One such indicator that went unnoticed altogether took place at the Crypto.com Arena in Los Angeles on Sept. 23 and 24, 2023: the seventh Crossroads Guitar Festival. Like its six predecessors, the weekend-long charity event featured performances by dozens of stars from the worlds of rock, blues, R&B, country, folk, bluegrass, and jazz.

Eric Clapton’s Crossroads Guitar Festival 2023

Eric Clapton’s Crossroads Guitar Festival 2023 Eric Clapton

Rhino Entertainment has recently released highlights of the event under the title Eric Clapton’s Crossroads Guitar Festival 2023. And by making it available in multiple formats (four CDs and two Blu-rays, six vinyl LPs, two DVDs, digital), Rhino is treating it like the big deal, both in terms of quality and quantity, that it is.

But the fest was something more: It was a signal that “cancel culture,” the left’s ace in the hole since Trump’s first term, had been played out.

There’s nothing political about the music itself, unless burnishing up, and thus “conserving,” classics such as “Today I Started Loving You Again” (Bradley Walker), “Always on My Mind” (Walker and Eric Clapton), “Sweet Home Chicago” (Jimmie Vaughan), “A Love Supreme” (Santana and John McLaughlin), and, incredibly, “Für Elise/Foxy Lady” (Robert Randolph & the Family Band, Eric Gales, Joe Bonamassa) counts as “conservative.” There’s nothing woke or progressive either.

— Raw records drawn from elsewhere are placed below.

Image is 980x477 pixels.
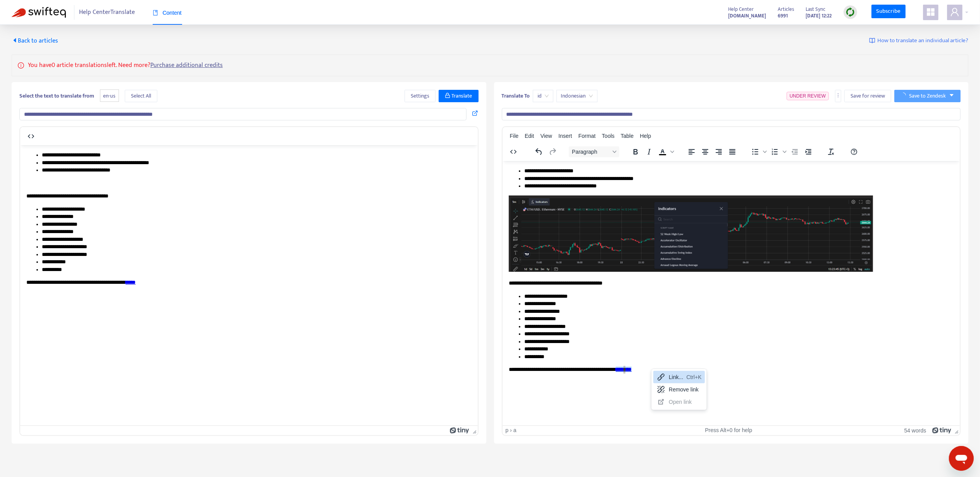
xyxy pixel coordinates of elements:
[932,427,952,434] a: Powered by Tiny
[546,147,559,157] button: Redo
[532,147,545,157] button: Undo
[20,145,478,426] iframe: Rich Text Area
[685,147,698,157] button: Align left
[851,92,885,100] span: Save for review
[871,5,905,19] a: Subscribe
[712,147,725,157] button: Align right
[654,371,705,383] div: Link...
[629,147,642,157] button: Bold
[846,7,855,17] img: sync.dc5367851b00ba804db3.png
[561,90,593,102] span: Indonesian
[654,383,705,396] div: Remove link
[806,5,825,14] span: Last Sync
[877,37,968,46] span: How to translate an individual article?
[470,427,478,435] div: Press the Up and Down arrow keys to resize the editor.
[537,90,549,102] span: id
[131,92,151,100] span: Select All
[621,133,633,139] span: Table
[510,133,518,139] span: File
[728,11,766,20] a: [DOMAIN_NAME]
[524,133,534,139] span: Edit
[788,147,801,157] button: Decrease indent
[656,147,676,157] div: Text color Black
[802,147,815,157] button: Increase indent
[450,427,469,434] a: Powered by Tiny
[869,37,968,46] a: How to translate an individual article?
[749,147,768,157] div: Bullet list
[510,427,512,434] div: ›
[20,91,94,100] b: Select the text to translate from
[909,92,946,100] span: Save to Zendesk
[502,161,960,426] iframe: Rich Text Area
[726,147,739,157] button: Justify
[654,427,803,434] div: Press Alt+0 for help
[642,147,655,157] button: Italic
[125,90,157,103] button: Select All
[569,147,619,157] button: Block Paragraph
[151,60,223,71] a: Purchase additional credits
[949,446,973,471] iframe: Button to launch messaging window
[514,427,516,434] div: a
[501,91,530,100] b: Translate To
[452,92,472,100] span: Translate
[411,92,429,100] span: Settings
[926,7,935,16] span: appstore
[835,90,841,103] button: more
[790,94,825,98] span: UNDER REVIEW
[153,10,182,16] span: Content
[80,5,135,20] span: Help Center Translate
[899,92,907,98] span: loading
[728,5,754,14] span: Help Center
[806,11,832,20] strong: [DATE] 12:22
[778,5,794,14] span: Articles
[654,396,705,409] div: Open link
[698,147,711,157] button: Align center
[11,37,18,43] span: caret-left
[778,11,788,20] strong: 6991
[11,36,58,46] span: Back to articles
[825,147,838,157] button: Clear formatting
[11,7,66,18] img: Swifteq
[579,133,596,139] span: Format
[558,133,572,139] span: Insert
[100,90,119,103] span: en-us
[505,427,509,434] div: p
[835,93,841,98] span: more
[768,147,788,157] div: Numbered list
[669,397,702,407] div: Open link
[950,7,960,16] span: user
[669,373,683,382] div: Link...
[847,147,860,157] button: Help
[949,93,954,98] span: caret-down
[640,133,651,139] span: Help
[952,427,960,435] div: Press the Up and Down arrow keys to resize the editor.
[28,61,223,70] p: You have 0 article translations left. Need more?
[18,61,24,68] span: info-circle
[686,373,702,382] div: Ctrl+K
[405,90,435,103] button: Settings
[669,385,702,395] div: Remove link
[844,90,891,103] button: Save for review
[895,90,960,103] button: Save to Zendeskcaret-down
[153,10,158,15] span: book
[869,37,875,44] img: image-link
[572,149,610,155] span: Paragraph
[602,133,615,139] span: Tools
[903,427,926,434] button: 54 words
[439,90,479,103] button: Translate
[540,133,552,139] span: View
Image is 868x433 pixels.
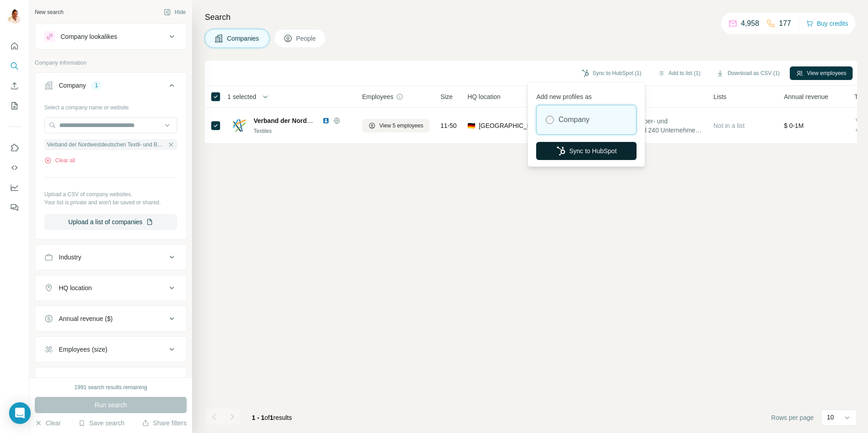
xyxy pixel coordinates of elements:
[59,345,107,354] div: Employees (size)
[322,117,330,124] img: LinkedIn logo
[44,156,75,164] button: Clear all
[44,214,177,230] button: Upload a list of companies
[710,66,786,80] button: Download as CSV (1)
[479,121,541,130] span: [GEOGRAPHIC_DATA], [GEOGRAPHIC_DATA]|[GEOGRAPHIC_DATA]|Muenster
[205,11,857,24] h4: Search
[91,81,102,90] div: 1
[790,66,853,80] button: View employees
[536,88,637,101] p: Add new profiles as
[59,376,96,384] div: Technologies
[9,403,30,424] div: Open Intercom Messenger
[784,92,828,101] span: Annual revenue
[264,414,270,422] span: of
[35,26,187,47] button: Company lookalikes
[8,140,22,156] button: Use Surfe on LinkedIn
[75,384,148,391] div: 1991 search results remaining
[8,58,22,74] button: Search
[35,247,187,268] button: Industry
[35,59,187,67] p: Company information
[362,92,394,101] span: Employees
[558,114,589,126] label: Company
[78,419,124,428] button: Save search
[8,9,22,24] img: Avatar
[270,414,273,422] span: 1
[8,180,22,196] button: Dashboard
[8,160,22,176] button: Use Surfe API
[652,66,707,80] button: Add to list (1)
[228,92,257,101] span: 1 selected
[252,414,264,422] span: 1 - 1
[232,119,247,133] img: Logo of Verband der Nordwestdeutschen Textil- und Bekleidungsindustrie e.V.
[8,38,22,54] button: Quick start
[296,34,317,43] span: People
[713,122,745,129] span: Not in a list
[47,141,165,148] span: Verband der Nordwestdeutschen Textil- und Bekleidungsindustrie e.V.
[35,369,187,391] button: Technologies
[576,66,648,80] button: Sync to HubSpot (1)
[35,339,187,360] button: Employees (size)
[44,100,177,112] div: Select a company name or website
[59,253,81,262] div: Industry
[35,75,187,100] button: Company1
[8,78,22,94] button: Enrich CSV
[252,414,292,422] span: results
[468,92,500,101] span: HQ location
[741,18,759,29] p: 4,958
[59,314,113,323] div: Annual revenue ($)
[713,92,726,101] span: Lists
[254,117,464,124] span: Verband der Nordwestdeutschen Textil- und Bekleidungsindustrie e.V.
[8,97,22,114] button: My lists
[468,121,475,130] span: 🇩🇪
[440,92,453,101] span: Size
[44,190,177,199] p: Upload a CSV of company websites.
[59,283,92,292] div: HQ location
[362,119,429,132] button: View 5 employees
[771,413,814,422] span: Rows per page
[536,142,637,160] button: Sync to HubSpot
[827,412,834,422] p: 10
[8,199,22,215] button: Feedback
[806,18,848,30] button: Buy credits
[35,277,187,299] button: HQ location
[35,8,63,16] div: New search
[158,5,192,19] button: Hide
[440,121,457,130] span: 11-50
[61,32,117,41] div: Company lookalikes
[35,307,187,330] button: Annual revenue ($)
[784,122,804,129] span: $ 0-1M
[379,122,423,129] span: View 5 employees
[142,419,187,428] button: Share filters
[227,34,260,43] span: Companies
[779,18,791,29] p: 177
[254,127,351,135] div: Textiles
[35,419,61,428] button: Clear
[59,81,86,90] div: Company
[44,199,177,206] p: Your list is private and won't be saved or shared.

But it’s not the absence of agitprop that in hindsight qualifies the festival as a bellwether. It’s that Crossroads, as the title of the new Rhino packages indicates, was founded by Eric Clapton, a musician who only recently was being mocked as a conspiracy theorist and all but “canceled” because he challenged the effectiveness of COVID vaccines and opposed lockdowns. An October 2021 piece in Rolling Stone even predicted, with undisguised optimism, that such stances might prove to be “among the final acts of [Clapton’s] career” and implied that many of his peers now considered him beyond the pale.

If such was the case in 2021, the case had changed by the fall of 2023. Clapton, after all, isn’t just Crossroads’ founder. He’s also a headlining performer with a killer band. Add the Crossroads participants themselves—many of whom epitomize cool and none of whom seemed to consider Clapton toxic—and you have not only a show of support for the festival’s cause (recovery from addiction) but also a testament to the erosion of the hill upon which, not that long ago, so many in the entertainment community seemed eager to die.


Arsenio Orteza

Arsenio is a music reviewer for WORLD Magazine and one of its original contributors from 1986.